A frame for the Gravesian approach
Not only do Neurological Levels form a powerful model in their own right but they form an excellent frame for understanding the relationship between the vMEMES of the Gravesian approach. and the life conditions – what’s going on – in the Environment. The dominating vMEMES are related to the sense of Identity and will influence the formation of Values & Beliefs. We might call this Deeper Level Adaptation. (Ian Lavan reputedly was the first to use Neurological Levels as a frame for the Gravesian approach.)
However, vMEMES can also relate to the Skills & Knowledge level – see The Gernia Variation of 4Q/8L.)
It is the association between the higher neurological levels and vMEMES which provides a key element of Integrated SocioPsychology.
From my own casebook, an example of using Neurological Levels this way…
Some years ago I was ‘walking’ ‘Harry’ through his neurological levels – an exercise Dilts developed for gaining enlightenment from non-conscious processing. When he reached the Identity level and I asked him what his mission in life was, Harry turned around, tears streaming from his eyes, and said, “Mission? I don’t have any mission. I don’t have any idea what I’m doing here. I just live day to day. Like a dog.” That confirmed to me what I already suspected: that Harry was stuck in a RED paradigm which wasn’t working for him in a particular situation requiring a more complex Identity and set of Values & Beliefs.
Such is the power of the Neurological Levels model that it can be applied across 4Q/8L’s Lower Quadrants to groups and organisations as well as individuals. A number of consultants and business advisers have used it as an analytical tool on business planning projects. The results of one such analysis I carried out can be viewed here.
Identity and spirituality
Identity is a key issue in many psychological and sociological theories, making another reason for Neurological Levels being so important to the development of Integrated SocioPsychology.

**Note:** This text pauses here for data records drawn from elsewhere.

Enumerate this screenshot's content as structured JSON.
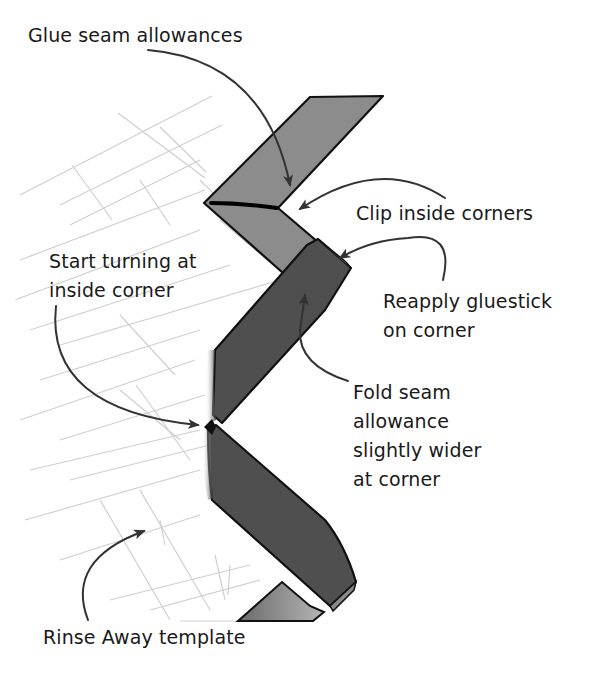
{
  "diagram": {
    "colors": {
      "background": "#ffffff",
      "light_strip": "#8c8c8c",
      "dark_strip": "#4f4f4f",
      "outline": "#111111",
      "grid_lines": "#cfcfcf",
      "arrow": "#333333",
      "text": "#1a1a1a"
    },
    "labels": {
      "glue_seam": "Glue seam allowances",
      "clip_corners": "Clip inside corners",
      "start_turning": "Start turning at\ninside corner",
      "reapply_gluestick": "Reapply gluestick\non corner",
      "fold_seam": "Fold seam\nallowance\nslightly wider\nat corner",
      "rinse_away": "Rinse Away template"
    },
    "callouts": [
      {
        "label": "Glue seam allowances",
        "points_to": "upper light strip"
      },
      {
        "label": "Clip inside corners",
        "points_to": "clip line at upper inside corner"
      },
      {
        "label": "Start turning at inside corner",
        "points_to": "middle inside corner point"
      },
      {
        "label": "Reapply gluestick on corner",
        "points_to": "top edge of dark folded strip"
      },
      {
        "label": "Fold seam allowance slightly wider at corner",
        "points_to": "dark folded strip"
      },
      {
        "label": "Rinse Away template",
        "points_to": "grid template area"
      }
    ]
  }
}
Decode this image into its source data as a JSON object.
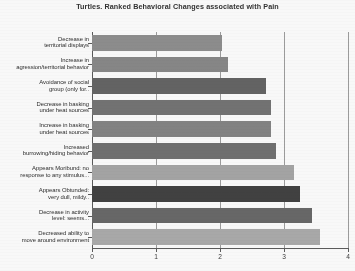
{
  "chart_data": {
    "type": "bar",
    "orientation": "horizontal",
    "title": "Turtles. Ranked Behavioral Changes associated with Pain",
    "xlabel": "",
    "ylabel": "",
    "xlim": [
      0,
      4
    ],
    "xticks": [
      "0",
      "1",
      "2",
      "3",
      "4"
    ],
    "grid": true,
    "legend": "none",
    "categories": [
      "Decrease in\nterritorial displays",
      "Increase in\nagression/territorial behavior",
      "Avoidance of social\ngroup (only for..",
      "Decrease in basking\nunder heat sources",
      "Increase in basking\nunder heat sources",
      "Increased\nburrowing/hiding behavior",
      "Appears Moribund: no\nresponse to any stimulus...",
      "Appears Obtunded:\nvery dull, mildy..",
      "Decrease in activity\nlevel: seems...",
      "Decreased ability to\nmove around environment"
    ],
    "values": [
      2.03,
      2.13,
      2.72,
      2.8,
      2.8,
      2.88,
      3.16,
      3.25,
      3.44,
      3.56
    ],
    "bar_colors": [
      "#8a8a8a",
      "#848484",
      "#5e5e5e",
      "#6e6e6e",
      "#7f7f7f",
      "#6b6b6b",
      "#a3a3a3",
      "#3a3a3a",
      "#636363",
      "#a8a8a8"
    ]
  }
}
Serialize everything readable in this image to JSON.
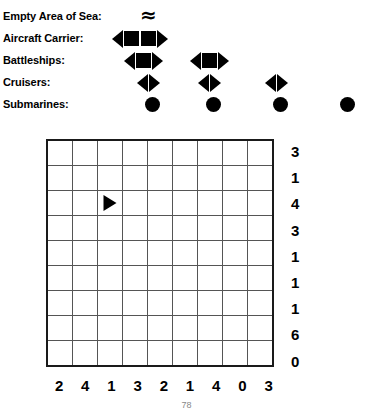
{
  "legend": {
    "rows": [
      {
        "label": "Empty Area of Sea:",
        "icon": "sea-wave-icon",
        "glyph": "≈",
        "type": "wave",
        "count": 1,
        "positions": [
          140
        ]
      },
      {
        "label": "Aircraft Carrier:",
        "icon": "aircraft-carrier-icon",
        "type": "ship",
        "length": 4,
        "count": 1,
        "positions": [
          112
        ]
      },
      {
        "label": "Battleships:",
        "icon": "battleship-icon",
        "type": "ship",
        "length": 3,
        "count": 2,
        "positions": [
          124,
          190
        ]
      },
      {
        "label": "Cruisers:",
        "icon": "cruiser-icon",
        "type": "ship",
        "length": 2,
        "count": 3,
        "positions": [
          137,
          198,
          265
        ]
      },
      {
        "label": "Submarines:",
        "icon": "submarine-icon",
        "type": "sub",
        "length": 1,
        "count": 4,
        "positions": [
          145,
          206,
          273,
          340
        ]
      }
    ]
  },
  "board": {
    "columns": 9,
    "rows": 9,
    "row_clues": [
      "3",
      "1",
      "4",
      "3",
      "1",
      "1",
      "1",
      "6",
      "0"
    ],
    "col_clues": [
      "2",
      "4",
      "1",
      "3",
      "2",
      "1",
      "4",
      "0",
      "3"
    ],
    "given_pieces": [
      {
        "row": 2,
        "col": 2,
        "piece": "nose-right",
        "name": "ship-nose-right"
      }
    ]
  },
  "footer": {
    "page_number": "78"
  },
  "colors": {
    "ink": "#000000",
    "grid_line": "#555555",
    "grid_border": "#1a1a1a",
    "page_number": "#888888",
    "background": "#ffffff"
  }
}
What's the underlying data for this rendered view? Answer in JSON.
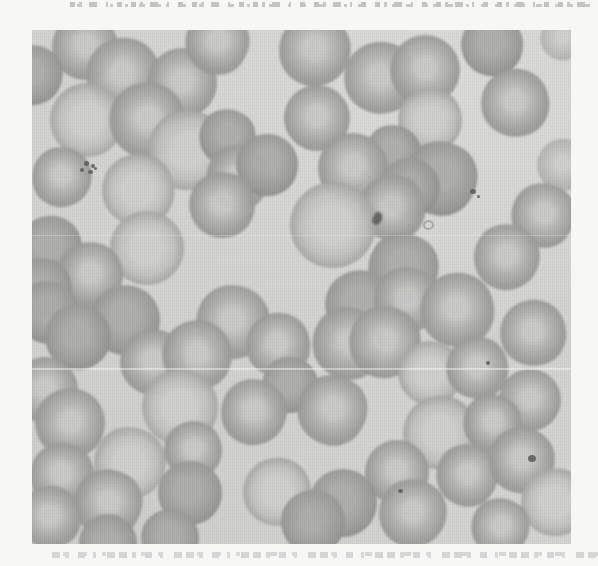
{
  "figure": {
    "kind": "scanned photomicrograph",
    "photo_rect": {
      "left": 32,
      "top": 30,
      "width": 539,
      "height": 514
    },
    "palette": {
      "page_background": "#f7f7f5",
      "photo_background": "#d3d3d1",
      "cell_rim": "#969694",
      "cell_body": "#a8a8a6",
      "cell_pale_center": "#c9c9c7",
      "debris_dark": "#555553"
    }
  },
  "cropped_text": {
    "top_line": "illegible — only bottom edges of a cut-off text line are visible",
    "bottom_line": "illegible — only top edges of a cut-off caption line are visible"
  },
  "specimen": {
    "cell_types": {
      "r": "ring (darker rim, light center)",
      "p": "pale large center",
      "d": "darker dense cell"
    },
    "cells": [
      [
        53,
        17,
        66,
        "r"
      ],
      [
        1,
        45,
        60,
        "d"
      ],
      [
        91,
        45,
        74,
        "r"
      ],
      [
        150,
        53,
        70,
        "r"
      ],
      [
        185,
        12,
        64,
        "r"
      ],
      [
        283,
        20,
        72,
        "r"
      ],
      [
        348,
        48,
        72,
        "r"
      ],
      [
        393,
        40,
        70,
        "r"
      ],
      [
        460,
        15,
        62,
        "d"
      ],
      [
        530,
        8,
        44,
        "r",
        0.55
      ],
      [
        483,
        73,
        68,
        "r"
      ],
      [
        55,
        90,
        74,
        "p"
      ],
      [
        115,
        90,
        76,
        "r"
      ],
      [
        156,
        120,
        80,
        "p"
      ],
      [
        195,
        107,
        56,
        "d"
      ],
      [
        285,
        88,
        66,
        "r"
      ],
      [
        398,
        90,
        64,
        "p"
      ],
      [
        361,
        123,
        56,
        "d"
      ],
      [
        531,
        135,
        52,
        "r",
        0.6
      ],
      [
        206,
        147,
        64,
        "r"
      ],
      [
        235,
        135,
        62,
        "d"
      ],
      [
        30,
        147,
        60,
        "r"
      ],
      [
        106,
        160,
        72,
        "p"
      ],
      [
        321,
        138,
        70,
        "r"
      ],
      [
        408,
        148,
        74,
        "d"
      ],
      [
        378,
        158,
        60,
        "d"
      ],
      [
        360,
        178,
        66,
        "r"
      ],
      [
        301,
        195,
        86,
        "p"
      ],
      [
        190,
        175,
        66,
        "r"
      ],
      [
        511,
        185,
        64,
        "r"
      ],
      [
        18,
        218,
        64,
        "d"
      ],
      [
        115,
        218,
        74,
        "p"
      ],
      [
        58,
        245,
        66,
        "r"
      ],
      [
        475,
        227,
        66,
        "r"
      ],
      [
        371,
        238,
        70,
        "d"
      ],
      [
        10,
        258,
        60,
        "d"
      ],
      [
        328,
        275,
        70,
        "d"
      ],
      [
        375,
        270,
        66,
        "r"
      ],
      [
        425,
        280,
        74,
        "r"
      ],
      [
        15,
        282,
        62,
        "d"
      ],
      [
        93,
        290,
        70,
        "d"
      ],
      [
        201,
        292,
        74,
        "r"
      ],
      [
        501,
        303,
        66,
        "r"
      ],
      [
        46,
        307,
        66,
        "d"
      ],
      [
        316,
        313,
        72,
        "r"
      ],
      [
        353,
        312,
        72,
        "r"
      ],
      [
        246,
        315,
        64,
        "r"
      ],
      [
        121,
        332,
        66,
        "r"
      ],
      [
        165,
        325,
        70,
        "r"
      ],
      [
        398,
        343,
        64,
        "p"
      ],
      [
        445,
        338,
        62,
        "r"
      ],
      [
        13,
        360,
        66,
        "r"
      ],
      [
        148,
        377,
        76,
        "p"
      ],
      [
        258,
        355,
        56,
        "d"
      ],
      [
        300,
        380,
        70,
        "r"
      ],
      [
        498,
        370,
        62,
        "r"
      ],
      [
        38,
        393,
        70,
        "r"
      ],
      [
        222,
        382,
        66,
        "r"
      ],
      [
        408,
        403,
        74,
        "p"
      ],
      [
        460,
        393,
        58,
        "r"
      ],
      [
        161,
        420,
        58,
        "r"
      ],
      [
        98,
        433,
        72,
        "p"
      ],
      [
        30,
        445,
        64,
        "r"
      ],
      [
        365,
        442,
        64,
        "r"
      ],
      [
        435,
        445,
        62,
        "r"
      ],
      [
        490,
        430,
        66,
        "r"
      ],
      [
        245,
        462,
        68,
        "p"
      ],
      [
        158,
        463,
        64,
        "d"
      ],
      [
        523,
        472,
        68,
        "p"
      ],
      [
        76,
        473,
        68,
        "r"
      ],
      [
        18,
        487,
        62,
        "r"
      ],
      [
        311,
        473,
        68,
        "d"
      ],
      [
        281,
        492,
        64,
        "d"
      ],
      [
        381,
        483,
        68,
        "r"
      ],
      [
        468,
        497,
        58,
        "r"
      ],
      [
        76,
        513,
        58,
        "d"
      ],
      [
        138,
        508,
        58,
        "d"
      ]
    ],
    "debris": [
      [
        52,
        131,
        5,
        5,
        "dot"
      ],
      [
        59,
        134,
        4,
        4,
        "dot"
      ],
      [
        48,
        138,
        4,
        4,
        "dot"
      ],
      [
        56,
        140,
        5,
        4,
        "dot"
      ],
      [
        62,
        137,
        3,
        3,
        "dot"
      ],
      [
        438,
        159,
        6,
        5,
        "dot"
      ],
      [
        445,
        165,
        3,
        3,
        "dot"
      ],
      [
        341,
        182,
        9,
        13,
        "smudge"
      ],
      [
        391,
        190,
        11,
        10,
        "ring"
      ],
      [
        496,
        425,
        8,
        7,
        "dot"
      ],
      [
        366,
        459,
        5,
        4,
        "dot"
      ],
      [
        454,
        331,
        4,
        4,
        "dot"
      ]
    ],
    "scanline_artifacts": [
      {
        "y": 205,
        "height": 1,
        "opacity": 0.25
      },
      {
        "y": 338,
        "height": 2,
        "opacity": 0.45
      }
    ]
  }
}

For example the effect of Identity upon Behaviour means neurological levels have implications for understanding modelling in Albert Bandura’s Social Learning Theory. Identity is also especially important in the work of Carl Rogers, Erik Erikson and James Marcia.
Although it is not always represented in depictions of the model, Bateson and Dilts do acknowledge a level beyond Identity: Spirituality. Bateson described this as: “The individual mind is immanent but not only in the body. It is immanent in the pathways and messages outside the body; and there is a larger Mind of which the individual mind is only a sub-system. This larger mind is comparable to God and is perhaps what people mean by ‘God’ ,but it is still immanent in the total interconnected social system and planetary ecology.”
With this, Bateson certainly allows for a ‘collective consciousness’ and a sense of ‘interconnectedness’. Dilts has acknowledged the therapeutic value of the spiritual dimension on many occasions. However, neither has really taken the concept as far as Ken Wilber does in his Integral Psychology (2000) and Integral Spirituality (2006) concepts.
Equally, it could be argued, from the work of Abraham Maslow and Clare W Graves that spirituality, in the sense that Bateson and Dilts meant it, is a consequence of TURQUOISE/Transcendence thinking.